Viv talks about her recent acquisition of digital cable. Five hundred channels. BBC One, Two and Three. L.A. San Francisco Gay Pride Parade Confidential, perhaps, playing continuously on channel four hundred and thirty one, L.A. noir under a pale and humid sky, palm trees and white stucco buildings, four inch heels and straight eight automobiles, snub nose .38's in their glove compartments. You don't see those anymore. There was a time in the forties and fifties when the well outfitted movie/television gangster carried an attitude and a snub nose detective special. Now it's a fifteen shot military Beretta, one magazine after another, mayhem and murder rolled out on an assembly line. It is Sunday in the early evening. I have some work that I need to finish before morning and I am thinking of going to the store for a quart of beer and the video store for something ratty and evil with plenty of sex and snappy patter. L.A. Confidential or Chinatown only more, um, Quentin Tarrantino. I haven't seen Pulp Fiction or Angel Heart in a while and they're both sitting in the VCR cabinet. Work can wait until tomorrow.
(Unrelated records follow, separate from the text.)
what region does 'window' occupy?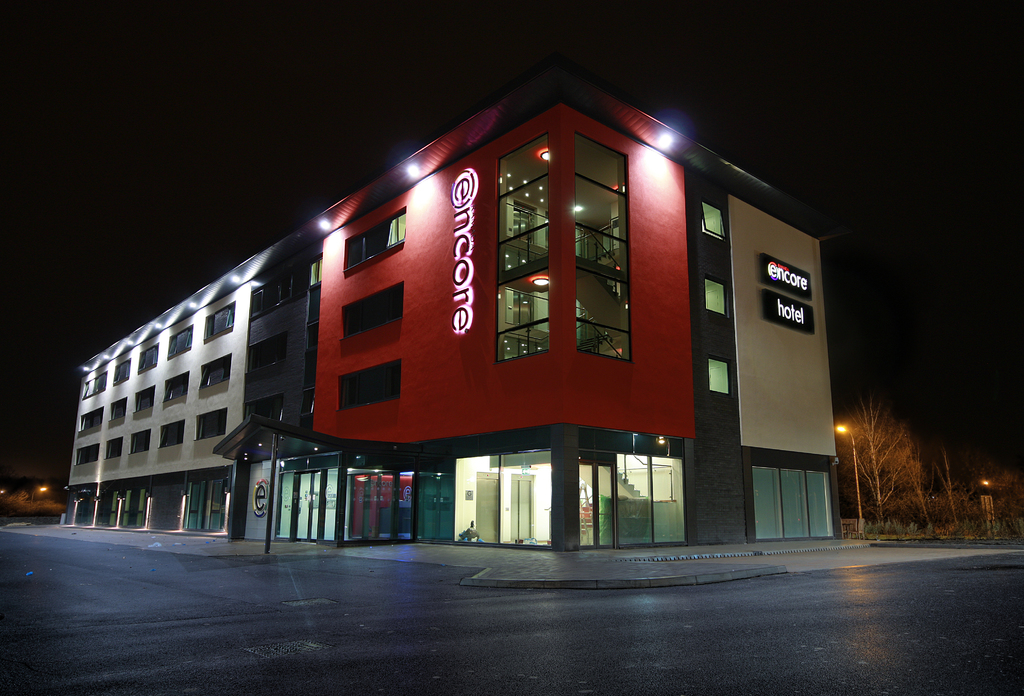
bbox(196, 349, 232, 391).
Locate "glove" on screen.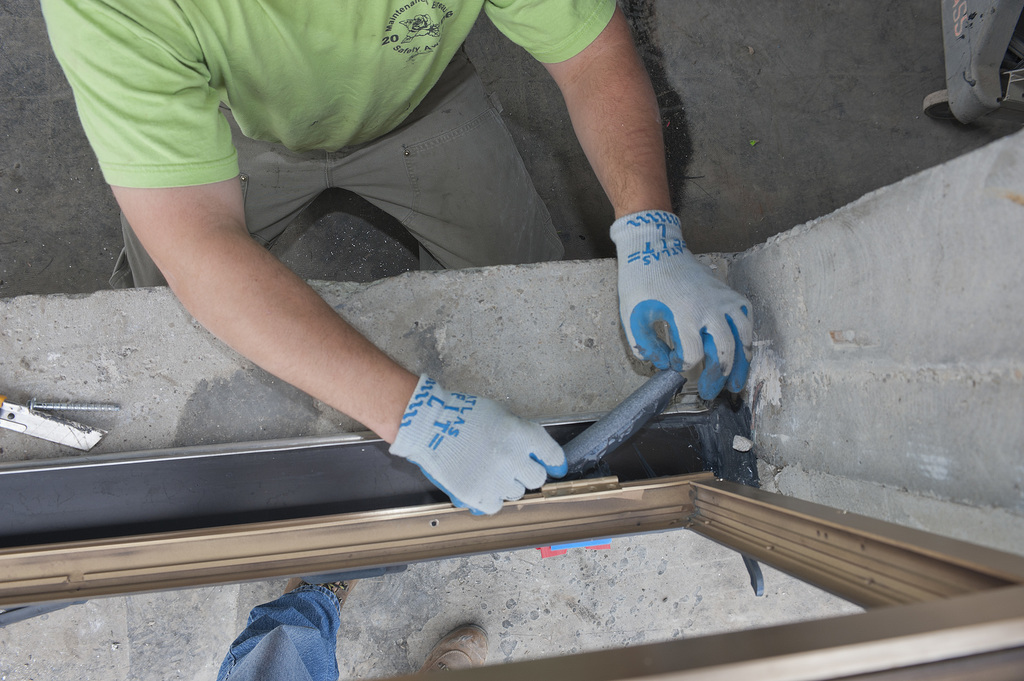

If you've followed this far you well understand I checked out at some point before I started this and I'm running on empty. I vacuumed the rug earlier today and it's interesting to sit here in an empty mind surrounded by relative cleanliness. Yet I write. And you, dear reader, read. What does this mean, do you suppose, for the future?

 
The photographs were taken at the San Francisco Gay Pride Parade. The quote under The Sole Proprietor title is from The Blues Brothers.